Wimbledon wildcard Ryan Peniston: ‘cancer made me tougher player’

<span>Photograph: Tom Jenkins/The Guardian</span>
Photograph: Tom Jenkins/The Guardian

He endured cancer at the age of one, spending eight months in hospital while undergoing surgery and two gruelling rounds of chemotherapy. But Wimbledon wildcard Ryan Peniston, 26, continued to defy the odds after sailing through to the second round of the championships on his debut.

His mother, Penny, called him a “determined fighter”, saying he had “worked so hard” to achieve his dreams.

The 66-year-old hospital ward manager said: “When he was diagnosed with that malignant disease I was with him for eight months, staying in hospital. It was a terrible time, like what any other family with cancer is going through.

“The chemotherapy stunted his growth. For his age he was always smaller than any other peer group. He didn’t grow until his late teens. It was just a tough time.”

She credited his success to having “good family support”. His brothers – Sam, 31, a paediatric nurse, and Harry, 28, a junior doctor – work alongside their mother at Southend Hospital.

Peniston, from Great Wakering, Essex, was diagnosed with rhabdomyosarcoma, which forms in soft tissue. But he told reporters the disease had made him resilient, saying: “It made me definitely tougher as a player and a person I think. It’s a blessing in disguise really.”

Speaking after he defeated Switzerland’s Henri Laaksonen in straight sets on Tuesday, he told how having cancer as a baby had had a “huge impact” on him personally and on his career.

“It definitely affected my growth,” he said. “I was a really late bloomer. I didn’t start growing until 15, 16. I was always about a foot smaller than all my peers. They all were growing and getting bigger serves and everything. I was struggling just trying to run around and get the balls.

“It’s such a terrible thing to go through, especially for my family, my close friends. But … it gives me so much strength. I’ve had some really, really nice messages from some foundations and people as well, like families that have gone through similar stuff. It’s really special to receive those kind of messages. It puts everything into perspective really.”

His father, Paul, a former train driver, said he started playing tennis before his sons were born. He told how he only discovered that Peniston had picked up the sport, aged three, after a neighbour made a complaint about his sons throwing apples over the garden fence.

The 66-year-old recalled: “So I opened the back door and all three boys had pinched my old rackets. We used to have an apple tree in the garden and they were smacking them over with the rackets. I looked and Ryan, who was the youngest, and went actually Ryan, do that again’ and I thought ‘that’s decent, that’s pretty good’. So after that we started playing. Then it just went on and on.”

Peniston will be joined in the second round by nine British players this year – the most since 1997. Heather Watson, who broke down in tears after defeating Germany’s Tamara Korpatsch, has progressed to the next stage, along with Jack Draper, who beat Belgian Zizou Bergs; Katie Boulter, who beat France’s Clara Burel; Liam Broady, who got the better of Lukas Klein after five sets; and wildcard Alastair Gray, who pulled off a remarkable win against former Wimbledon boys’ singles champion Tseng Chun-hsin.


## Exercise prompt
Each line from the one with "show me 'man'." through the last line of the records must be output exactly, both ends included.

## Free-text object descriptions
Content starts

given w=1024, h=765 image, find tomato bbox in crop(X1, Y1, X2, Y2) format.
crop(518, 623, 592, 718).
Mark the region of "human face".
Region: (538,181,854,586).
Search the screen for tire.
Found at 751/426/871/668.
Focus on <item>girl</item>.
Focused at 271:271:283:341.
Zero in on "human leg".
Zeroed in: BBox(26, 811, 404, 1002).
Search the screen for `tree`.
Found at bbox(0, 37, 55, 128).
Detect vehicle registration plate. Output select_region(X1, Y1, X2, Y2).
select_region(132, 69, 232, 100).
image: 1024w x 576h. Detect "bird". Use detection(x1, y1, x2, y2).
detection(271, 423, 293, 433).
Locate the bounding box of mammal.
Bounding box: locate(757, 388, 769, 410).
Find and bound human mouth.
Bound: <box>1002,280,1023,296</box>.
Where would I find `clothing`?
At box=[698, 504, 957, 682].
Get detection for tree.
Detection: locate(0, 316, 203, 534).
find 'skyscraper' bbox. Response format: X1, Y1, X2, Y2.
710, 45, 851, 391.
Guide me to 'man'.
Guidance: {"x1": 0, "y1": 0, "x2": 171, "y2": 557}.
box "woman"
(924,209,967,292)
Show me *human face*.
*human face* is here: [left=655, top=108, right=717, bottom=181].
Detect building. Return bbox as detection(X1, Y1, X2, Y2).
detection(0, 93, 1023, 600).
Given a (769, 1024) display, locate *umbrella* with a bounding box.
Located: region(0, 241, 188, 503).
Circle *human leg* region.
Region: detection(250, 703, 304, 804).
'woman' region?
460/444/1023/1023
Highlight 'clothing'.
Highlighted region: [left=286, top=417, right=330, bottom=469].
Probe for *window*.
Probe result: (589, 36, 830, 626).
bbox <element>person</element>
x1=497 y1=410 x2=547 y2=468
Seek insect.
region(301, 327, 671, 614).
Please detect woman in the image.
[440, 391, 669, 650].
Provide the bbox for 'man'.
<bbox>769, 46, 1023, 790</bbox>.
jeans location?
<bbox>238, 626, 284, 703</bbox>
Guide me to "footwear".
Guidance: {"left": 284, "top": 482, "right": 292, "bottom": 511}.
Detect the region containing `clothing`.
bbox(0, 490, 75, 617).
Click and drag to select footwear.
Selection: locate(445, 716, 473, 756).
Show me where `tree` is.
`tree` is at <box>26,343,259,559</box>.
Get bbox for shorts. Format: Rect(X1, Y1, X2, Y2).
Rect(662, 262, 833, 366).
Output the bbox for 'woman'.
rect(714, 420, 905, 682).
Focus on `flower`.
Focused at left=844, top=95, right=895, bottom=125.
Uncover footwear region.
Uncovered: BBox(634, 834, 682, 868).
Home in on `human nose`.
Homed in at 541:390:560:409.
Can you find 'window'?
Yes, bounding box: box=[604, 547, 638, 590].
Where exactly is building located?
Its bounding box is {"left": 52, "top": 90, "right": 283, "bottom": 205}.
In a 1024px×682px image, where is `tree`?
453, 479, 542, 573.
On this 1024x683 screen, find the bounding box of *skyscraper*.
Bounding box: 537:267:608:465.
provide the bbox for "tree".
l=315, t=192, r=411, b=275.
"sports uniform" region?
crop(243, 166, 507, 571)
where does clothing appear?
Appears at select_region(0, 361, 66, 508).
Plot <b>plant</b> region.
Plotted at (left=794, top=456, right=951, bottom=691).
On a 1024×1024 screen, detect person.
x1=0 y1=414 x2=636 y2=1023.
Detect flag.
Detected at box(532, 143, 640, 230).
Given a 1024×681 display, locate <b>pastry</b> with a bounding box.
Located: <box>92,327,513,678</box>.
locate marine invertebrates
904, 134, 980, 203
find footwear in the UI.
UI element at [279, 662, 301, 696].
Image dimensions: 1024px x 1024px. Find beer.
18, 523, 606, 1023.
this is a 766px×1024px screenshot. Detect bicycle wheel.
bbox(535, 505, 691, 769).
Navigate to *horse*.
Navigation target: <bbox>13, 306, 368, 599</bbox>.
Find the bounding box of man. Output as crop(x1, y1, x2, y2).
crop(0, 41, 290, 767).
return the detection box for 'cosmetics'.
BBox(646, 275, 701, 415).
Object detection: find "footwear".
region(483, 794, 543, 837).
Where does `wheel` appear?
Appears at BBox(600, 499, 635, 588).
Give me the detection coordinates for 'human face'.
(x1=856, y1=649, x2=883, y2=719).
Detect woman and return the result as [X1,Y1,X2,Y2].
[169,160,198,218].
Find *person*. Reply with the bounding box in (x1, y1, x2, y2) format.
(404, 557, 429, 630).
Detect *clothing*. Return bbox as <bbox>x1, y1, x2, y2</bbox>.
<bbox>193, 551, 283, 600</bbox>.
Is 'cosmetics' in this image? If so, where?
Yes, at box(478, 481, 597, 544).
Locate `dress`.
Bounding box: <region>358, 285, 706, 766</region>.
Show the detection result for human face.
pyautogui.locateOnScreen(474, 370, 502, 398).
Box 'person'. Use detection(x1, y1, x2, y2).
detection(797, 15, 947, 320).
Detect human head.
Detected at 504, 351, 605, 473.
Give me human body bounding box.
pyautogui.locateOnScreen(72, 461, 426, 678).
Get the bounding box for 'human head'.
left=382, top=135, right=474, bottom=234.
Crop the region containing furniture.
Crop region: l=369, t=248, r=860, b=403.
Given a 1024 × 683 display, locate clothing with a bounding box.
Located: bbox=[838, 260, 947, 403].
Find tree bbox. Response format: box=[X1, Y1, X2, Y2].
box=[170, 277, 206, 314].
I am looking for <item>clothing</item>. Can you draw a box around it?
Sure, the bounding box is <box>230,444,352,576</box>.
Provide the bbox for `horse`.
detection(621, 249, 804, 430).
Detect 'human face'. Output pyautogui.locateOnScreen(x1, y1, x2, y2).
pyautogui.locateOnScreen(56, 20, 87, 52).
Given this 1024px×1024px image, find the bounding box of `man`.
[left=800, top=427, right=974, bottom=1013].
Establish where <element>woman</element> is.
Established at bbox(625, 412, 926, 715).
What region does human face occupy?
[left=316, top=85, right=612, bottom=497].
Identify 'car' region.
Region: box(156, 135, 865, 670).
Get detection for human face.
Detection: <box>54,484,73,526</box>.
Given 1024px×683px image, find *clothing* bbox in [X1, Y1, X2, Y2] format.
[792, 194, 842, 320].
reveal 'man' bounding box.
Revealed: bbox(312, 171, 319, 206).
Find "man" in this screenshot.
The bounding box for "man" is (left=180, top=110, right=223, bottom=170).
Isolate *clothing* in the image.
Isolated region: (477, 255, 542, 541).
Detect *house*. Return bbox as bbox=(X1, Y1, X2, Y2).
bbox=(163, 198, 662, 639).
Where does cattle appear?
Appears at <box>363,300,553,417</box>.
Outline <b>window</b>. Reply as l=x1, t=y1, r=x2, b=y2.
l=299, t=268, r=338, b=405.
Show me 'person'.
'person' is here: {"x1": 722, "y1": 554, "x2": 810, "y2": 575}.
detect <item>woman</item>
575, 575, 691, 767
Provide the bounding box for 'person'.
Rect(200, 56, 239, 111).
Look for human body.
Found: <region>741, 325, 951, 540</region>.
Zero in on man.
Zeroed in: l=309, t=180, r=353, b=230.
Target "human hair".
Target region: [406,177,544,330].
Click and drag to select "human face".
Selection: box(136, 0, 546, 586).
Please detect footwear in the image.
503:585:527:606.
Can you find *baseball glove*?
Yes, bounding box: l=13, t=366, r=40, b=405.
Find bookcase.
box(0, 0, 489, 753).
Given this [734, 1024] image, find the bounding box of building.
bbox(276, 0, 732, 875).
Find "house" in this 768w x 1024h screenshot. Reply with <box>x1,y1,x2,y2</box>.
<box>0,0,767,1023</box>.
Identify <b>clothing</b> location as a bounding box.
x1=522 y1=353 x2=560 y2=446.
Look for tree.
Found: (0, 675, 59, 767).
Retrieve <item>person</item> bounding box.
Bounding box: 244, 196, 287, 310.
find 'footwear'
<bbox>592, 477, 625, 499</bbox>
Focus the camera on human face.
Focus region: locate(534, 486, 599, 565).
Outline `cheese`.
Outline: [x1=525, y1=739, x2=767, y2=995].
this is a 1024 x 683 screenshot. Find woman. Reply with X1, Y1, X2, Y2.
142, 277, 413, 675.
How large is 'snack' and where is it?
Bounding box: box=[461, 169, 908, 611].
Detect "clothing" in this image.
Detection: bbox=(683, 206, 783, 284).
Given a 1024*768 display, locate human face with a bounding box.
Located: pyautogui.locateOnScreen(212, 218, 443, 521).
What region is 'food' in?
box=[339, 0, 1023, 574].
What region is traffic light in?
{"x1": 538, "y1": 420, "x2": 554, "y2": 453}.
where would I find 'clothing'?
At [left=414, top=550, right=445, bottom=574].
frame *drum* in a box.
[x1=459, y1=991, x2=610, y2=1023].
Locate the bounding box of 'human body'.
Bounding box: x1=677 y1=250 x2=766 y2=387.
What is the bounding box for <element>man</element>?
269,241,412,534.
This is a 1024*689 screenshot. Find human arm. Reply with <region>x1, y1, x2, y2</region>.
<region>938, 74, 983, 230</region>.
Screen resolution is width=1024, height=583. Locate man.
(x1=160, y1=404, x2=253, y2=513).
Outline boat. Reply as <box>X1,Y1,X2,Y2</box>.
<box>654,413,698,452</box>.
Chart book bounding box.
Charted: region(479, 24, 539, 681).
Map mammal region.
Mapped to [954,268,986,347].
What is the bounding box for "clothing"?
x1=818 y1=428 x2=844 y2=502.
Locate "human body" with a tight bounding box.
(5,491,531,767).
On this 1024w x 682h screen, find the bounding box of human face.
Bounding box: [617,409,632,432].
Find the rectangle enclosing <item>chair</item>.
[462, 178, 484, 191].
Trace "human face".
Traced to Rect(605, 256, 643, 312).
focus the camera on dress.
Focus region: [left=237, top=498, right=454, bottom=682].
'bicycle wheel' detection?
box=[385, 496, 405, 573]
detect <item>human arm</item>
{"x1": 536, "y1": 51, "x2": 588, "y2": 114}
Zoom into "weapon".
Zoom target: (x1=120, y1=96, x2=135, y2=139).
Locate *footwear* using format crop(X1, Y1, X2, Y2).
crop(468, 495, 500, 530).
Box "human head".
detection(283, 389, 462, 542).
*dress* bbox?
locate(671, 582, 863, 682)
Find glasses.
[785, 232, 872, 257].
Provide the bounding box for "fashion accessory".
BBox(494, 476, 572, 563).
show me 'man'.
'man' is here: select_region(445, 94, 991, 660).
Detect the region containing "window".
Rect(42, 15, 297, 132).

Content ends

## Expected answer
show me 'man'.
'man' is here: select_region(445, 94, 991, 660).
Detect the region containing "window".
Rect(42, 15, 297, 132).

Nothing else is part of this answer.